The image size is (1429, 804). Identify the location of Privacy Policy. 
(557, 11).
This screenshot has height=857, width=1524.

--

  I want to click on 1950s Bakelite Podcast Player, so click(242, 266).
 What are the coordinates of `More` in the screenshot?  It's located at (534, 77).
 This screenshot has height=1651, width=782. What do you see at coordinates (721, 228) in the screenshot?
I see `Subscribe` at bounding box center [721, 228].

--

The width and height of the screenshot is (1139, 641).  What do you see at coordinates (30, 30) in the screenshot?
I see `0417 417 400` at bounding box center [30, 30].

» **THE PROBLEM**: Please reproduce the lines from the line with "The image size" to the line with "This screenshot has height=857, width=1524.", both ends included, exactly as they appear above.

» **RESULT**:
The image size is (1429, 804). Identify the location of Privacy Policy. 
(557, 11).
This screenshot has height=857, width=1524.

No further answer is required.